SIPTU to publish report on controversial €4.5m fund this month
Issues with the account — the signatories to which were SIPTU official Matt Merrigan and union member Jack Kelly — first became public at the start of the summer as part of an investigation into the HSE’s SKILL training fund.
A considerable part of the €4.48m lodged in the health and local authority levy fund had come from SKILL, and the HSE probe found serious breaches in the way the training fund was governed, as well as a lack of receipts for much of the money paid out.
In subsequent months, details emerged of further payments into the account, including €924,000 from the Health Service National Partnership Forum.
A few days before Christmas, SIPTU general secretary Joe O’Flynn wrote to the Public Accounts Committee, which is looking into the SKILL programme, confirming the two individuals linked to the union were the people who established and operated the account.
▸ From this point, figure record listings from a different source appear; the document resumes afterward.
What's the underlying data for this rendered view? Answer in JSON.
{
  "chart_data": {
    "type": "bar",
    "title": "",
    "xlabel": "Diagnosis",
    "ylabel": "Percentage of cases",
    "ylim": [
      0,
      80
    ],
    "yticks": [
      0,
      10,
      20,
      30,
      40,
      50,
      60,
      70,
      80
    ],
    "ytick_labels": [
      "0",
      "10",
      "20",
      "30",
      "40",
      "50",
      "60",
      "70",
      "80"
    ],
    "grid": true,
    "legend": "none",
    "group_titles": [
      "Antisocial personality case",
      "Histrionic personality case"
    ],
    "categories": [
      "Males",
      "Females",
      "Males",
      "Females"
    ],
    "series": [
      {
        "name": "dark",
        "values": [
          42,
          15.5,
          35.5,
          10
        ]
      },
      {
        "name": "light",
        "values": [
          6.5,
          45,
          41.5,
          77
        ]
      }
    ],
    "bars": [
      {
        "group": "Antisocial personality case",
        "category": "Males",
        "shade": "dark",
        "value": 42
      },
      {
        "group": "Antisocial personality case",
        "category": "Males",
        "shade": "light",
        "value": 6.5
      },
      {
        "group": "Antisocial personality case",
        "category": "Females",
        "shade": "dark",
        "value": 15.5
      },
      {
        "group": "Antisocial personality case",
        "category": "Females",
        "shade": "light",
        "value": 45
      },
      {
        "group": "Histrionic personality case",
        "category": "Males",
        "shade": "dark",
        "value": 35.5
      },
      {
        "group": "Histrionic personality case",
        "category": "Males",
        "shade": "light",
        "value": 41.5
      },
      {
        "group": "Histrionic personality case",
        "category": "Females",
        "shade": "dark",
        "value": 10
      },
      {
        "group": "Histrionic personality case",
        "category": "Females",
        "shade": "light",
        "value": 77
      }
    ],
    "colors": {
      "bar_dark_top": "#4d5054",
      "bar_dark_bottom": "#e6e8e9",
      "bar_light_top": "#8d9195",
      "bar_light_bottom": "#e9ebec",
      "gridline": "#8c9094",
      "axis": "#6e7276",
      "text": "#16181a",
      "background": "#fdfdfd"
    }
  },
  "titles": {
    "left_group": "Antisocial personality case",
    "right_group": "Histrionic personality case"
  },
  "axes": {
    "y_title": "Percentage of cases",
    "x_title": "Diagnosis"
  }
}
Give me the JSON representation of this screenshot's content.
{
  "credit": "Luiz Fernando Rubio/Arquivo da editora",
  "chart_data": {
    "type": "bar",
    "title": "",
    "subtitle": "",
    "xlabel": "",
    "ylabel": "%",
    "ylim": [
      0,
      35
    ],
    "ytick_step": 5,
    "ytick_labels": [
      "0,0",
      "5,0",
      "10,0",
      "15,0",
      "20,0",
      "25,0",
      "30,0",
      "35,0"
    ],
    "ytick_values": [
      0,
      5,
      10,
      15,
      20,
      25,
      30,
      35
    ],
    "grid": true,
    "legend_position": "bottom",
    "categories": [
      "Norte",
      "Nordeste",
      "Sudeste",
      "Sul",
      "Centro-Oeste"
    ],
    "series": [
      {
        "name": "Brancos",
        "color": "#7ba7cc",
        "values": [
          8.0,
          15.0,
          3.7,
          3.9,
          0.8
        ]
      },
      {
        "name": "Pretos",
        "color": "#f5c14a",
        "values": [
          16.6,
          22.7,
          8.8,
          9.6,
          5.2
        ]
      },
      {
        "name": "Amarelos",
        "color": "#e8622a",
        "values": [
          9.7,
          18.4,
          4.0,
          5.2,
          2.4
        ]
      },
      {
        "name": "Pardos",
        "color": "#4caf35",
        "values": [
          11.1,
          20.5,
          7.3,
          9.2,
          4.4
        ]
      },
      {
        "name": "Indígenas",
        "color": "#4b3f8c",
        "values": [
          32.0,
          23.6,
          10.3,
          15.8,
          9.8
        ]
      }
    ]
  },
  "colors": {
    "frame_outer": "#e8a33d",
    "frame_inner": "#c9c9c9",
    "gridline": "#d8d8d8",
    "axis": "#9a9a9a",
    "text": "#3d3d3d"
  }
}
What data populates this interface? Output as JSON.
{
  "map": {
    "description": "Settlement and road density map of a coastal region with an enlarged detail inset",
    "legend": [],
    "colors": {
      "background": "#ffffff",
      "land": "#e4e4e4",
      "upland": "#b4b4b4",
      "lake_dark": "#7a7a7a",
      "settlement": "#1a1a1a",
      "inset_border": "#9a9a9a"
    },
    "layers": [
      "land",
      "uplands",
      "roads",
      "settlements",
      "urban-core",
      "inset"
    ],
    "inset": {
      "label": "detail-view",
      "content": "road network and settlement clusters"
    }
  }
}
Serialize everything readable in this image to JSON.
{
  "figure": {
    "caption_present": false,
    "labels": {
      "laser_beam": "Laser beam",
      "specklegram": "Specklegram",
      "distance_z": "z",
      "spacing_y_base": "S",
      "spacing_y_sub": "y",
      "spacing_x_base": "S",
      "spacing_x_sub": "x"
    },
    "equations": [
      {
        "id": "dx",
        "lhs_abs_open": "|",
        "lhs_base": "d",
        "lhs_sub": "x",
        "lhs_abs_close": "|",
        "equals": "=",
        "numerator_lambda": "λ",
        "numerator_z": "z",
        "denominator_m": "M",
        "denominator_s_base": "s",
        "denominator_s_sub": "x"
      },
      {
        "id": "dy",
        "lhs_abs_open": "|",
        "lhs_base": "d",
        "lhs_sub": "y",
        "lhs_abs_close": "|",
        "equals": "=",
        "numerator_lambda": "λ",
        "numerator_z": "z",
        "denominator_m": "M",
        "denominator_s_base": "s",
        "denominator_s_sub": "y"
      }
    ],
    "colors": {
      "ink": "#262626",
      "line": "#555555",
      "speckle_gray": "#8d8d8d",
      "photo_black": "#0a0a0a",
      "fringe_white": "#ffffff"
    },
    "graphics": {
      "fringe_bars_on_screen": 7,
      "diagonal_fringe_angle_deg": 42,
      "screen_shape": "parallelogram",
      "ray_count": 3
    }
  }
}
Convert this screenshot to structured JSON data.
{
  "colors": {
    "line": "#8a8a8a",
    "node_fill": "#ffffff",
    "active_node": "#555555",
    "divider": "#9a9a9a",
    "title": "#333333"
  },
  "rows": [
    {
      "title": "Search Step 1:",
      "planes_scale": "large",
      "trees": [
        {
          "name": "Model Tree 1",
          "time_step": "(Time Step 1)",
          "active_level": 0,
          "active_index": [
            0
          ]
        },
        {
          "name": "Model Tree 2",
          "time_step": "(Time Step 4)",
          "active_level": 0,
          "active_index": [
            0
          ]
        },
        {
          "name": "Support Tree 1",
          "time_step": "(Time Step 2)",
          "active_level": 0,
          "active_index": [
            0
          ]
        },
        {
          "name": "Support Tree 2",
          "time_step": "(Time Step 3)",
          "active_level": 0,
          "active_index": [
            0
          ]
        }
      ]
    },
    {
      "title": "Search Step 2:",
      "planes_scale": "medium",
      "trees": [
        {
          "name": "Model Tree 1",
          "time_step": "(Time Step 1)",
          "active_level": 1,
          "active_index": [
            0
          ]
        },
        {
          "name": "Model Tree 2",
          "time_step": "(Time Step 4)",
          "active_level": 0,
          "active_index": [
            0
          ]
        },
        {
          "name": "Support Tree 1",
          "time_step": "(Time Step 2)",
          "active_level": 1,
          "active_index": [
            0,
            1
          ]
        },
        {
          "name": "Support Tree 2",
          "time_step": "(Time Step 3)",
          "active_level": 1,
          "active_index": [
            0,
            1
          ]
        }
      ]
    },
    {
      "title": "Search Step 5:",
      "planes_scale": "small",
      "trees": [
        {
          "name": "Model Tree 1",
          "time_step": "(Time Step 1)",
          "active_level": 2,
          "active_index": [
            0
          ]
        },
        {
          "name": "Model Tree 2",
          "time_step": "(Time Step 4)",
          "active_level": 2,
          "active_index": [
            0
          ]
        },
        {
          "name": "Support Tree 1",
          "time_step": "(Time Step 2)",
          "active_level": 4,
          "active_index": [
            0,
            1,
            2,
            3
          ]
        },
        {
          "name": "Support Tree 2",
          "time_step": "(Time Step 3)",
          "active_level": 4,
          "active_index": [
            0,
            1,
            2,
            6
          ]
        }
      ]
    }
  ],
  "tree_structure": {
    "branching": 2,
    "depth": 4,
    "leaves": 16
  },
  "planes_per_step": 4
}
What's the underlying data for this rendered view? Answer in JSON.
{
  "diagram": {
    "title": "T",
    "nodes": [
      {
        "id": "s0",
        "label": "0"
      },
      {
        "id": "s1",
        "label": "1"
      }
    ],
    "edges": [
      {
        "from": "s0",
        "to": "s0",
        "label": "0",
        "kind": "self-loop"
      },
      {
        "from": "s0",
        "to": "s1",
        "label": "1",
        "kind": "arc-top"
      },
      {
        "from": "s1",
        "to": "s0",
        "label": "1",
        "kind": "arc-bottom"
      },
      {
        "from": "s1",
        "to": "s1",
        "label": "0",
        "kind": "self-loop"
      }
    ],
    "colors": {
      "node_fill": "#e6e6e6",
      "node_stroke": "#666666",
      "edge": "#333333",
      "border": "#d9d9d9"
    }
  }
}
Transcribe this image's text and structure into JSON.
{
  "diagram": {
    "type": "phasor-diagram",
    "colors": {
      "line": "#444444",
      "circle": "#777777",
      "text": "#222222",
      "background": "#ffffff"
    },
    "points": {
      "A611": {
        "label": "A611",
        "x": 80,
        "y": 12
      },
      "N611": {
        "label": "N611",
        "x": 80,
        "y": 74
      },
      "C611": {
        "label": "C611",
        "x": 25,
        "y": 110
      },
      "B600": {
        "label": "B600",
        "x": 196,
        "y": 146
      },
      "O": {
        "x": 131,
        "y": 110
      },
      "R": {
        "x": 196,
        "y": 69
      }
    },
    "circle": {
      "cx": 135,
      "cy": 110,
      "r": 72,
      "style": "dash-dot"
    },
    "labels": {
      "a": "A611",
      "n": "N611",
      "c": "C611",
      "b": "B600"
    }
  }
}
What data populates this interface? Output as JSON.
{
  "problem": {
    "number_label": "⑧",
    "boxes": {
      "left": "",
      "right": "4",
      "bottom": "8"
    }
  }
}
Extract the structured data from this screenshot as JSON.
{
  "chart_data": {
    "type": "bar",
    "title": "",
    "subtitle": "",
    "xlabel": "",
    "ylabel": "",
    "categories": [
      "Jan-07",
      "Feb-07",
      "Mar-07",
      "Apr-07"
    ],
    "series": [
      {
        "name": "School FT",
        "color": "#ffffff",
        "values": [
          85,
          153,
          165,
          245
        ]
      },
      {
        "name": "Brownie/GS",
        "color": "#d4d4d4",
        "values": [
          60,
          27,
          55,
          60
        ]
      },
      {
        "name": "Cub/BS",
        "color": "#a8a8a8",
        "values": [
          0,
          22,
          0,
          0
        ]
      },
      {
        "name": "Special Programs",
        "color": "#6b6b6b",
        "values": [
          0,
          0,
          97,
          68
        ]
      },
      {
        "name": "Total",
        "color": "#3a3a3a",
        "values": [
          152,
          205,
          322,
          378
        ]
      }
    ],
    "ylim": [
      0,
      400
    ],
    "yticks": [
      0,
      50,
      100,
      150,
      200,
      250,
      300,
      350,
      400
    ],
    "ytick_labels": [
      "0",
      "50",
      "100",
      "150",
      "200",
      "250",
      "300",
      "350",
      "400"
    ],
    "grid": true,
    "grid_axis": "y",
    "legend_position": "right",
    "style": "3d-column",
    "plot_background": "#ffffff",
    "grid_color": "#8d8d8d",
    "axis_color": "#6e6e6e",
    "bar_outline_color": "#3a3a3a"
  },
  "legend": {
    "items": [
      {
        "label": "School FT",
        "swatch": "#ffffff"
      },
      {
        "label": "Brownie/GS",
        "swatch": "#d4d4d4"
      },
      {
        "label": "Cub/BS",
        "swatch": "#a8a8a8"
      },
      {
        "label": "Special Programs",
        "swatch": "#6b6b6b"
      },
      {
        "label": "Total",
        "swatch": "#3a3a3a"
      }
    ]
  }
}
He also confirmed, trustees of the union were currently examining the account and compiling a report on it.
However, Mr O’Flynn said legal advisors to Mr Merrigan and Mr Kelly had commissioned a forensic examination of the operation of the account by accounting firm Grant Thornton and the trustees could not conclude their report until reviewing the Grant Thornton report.
Even though the union has been waiting for that correspondence for months, it still had not received it as of yesterday.
It is understood that once that information is received, the report will be considered by the union’s trustee sub-committee and then by its full executive at its meeting in the third week of January.
HSE chief executive Cathal Magee has told the Public Accounts Committee that his organisation will not complete its investigation into the SKILL programme until it receives the report from SIPTU.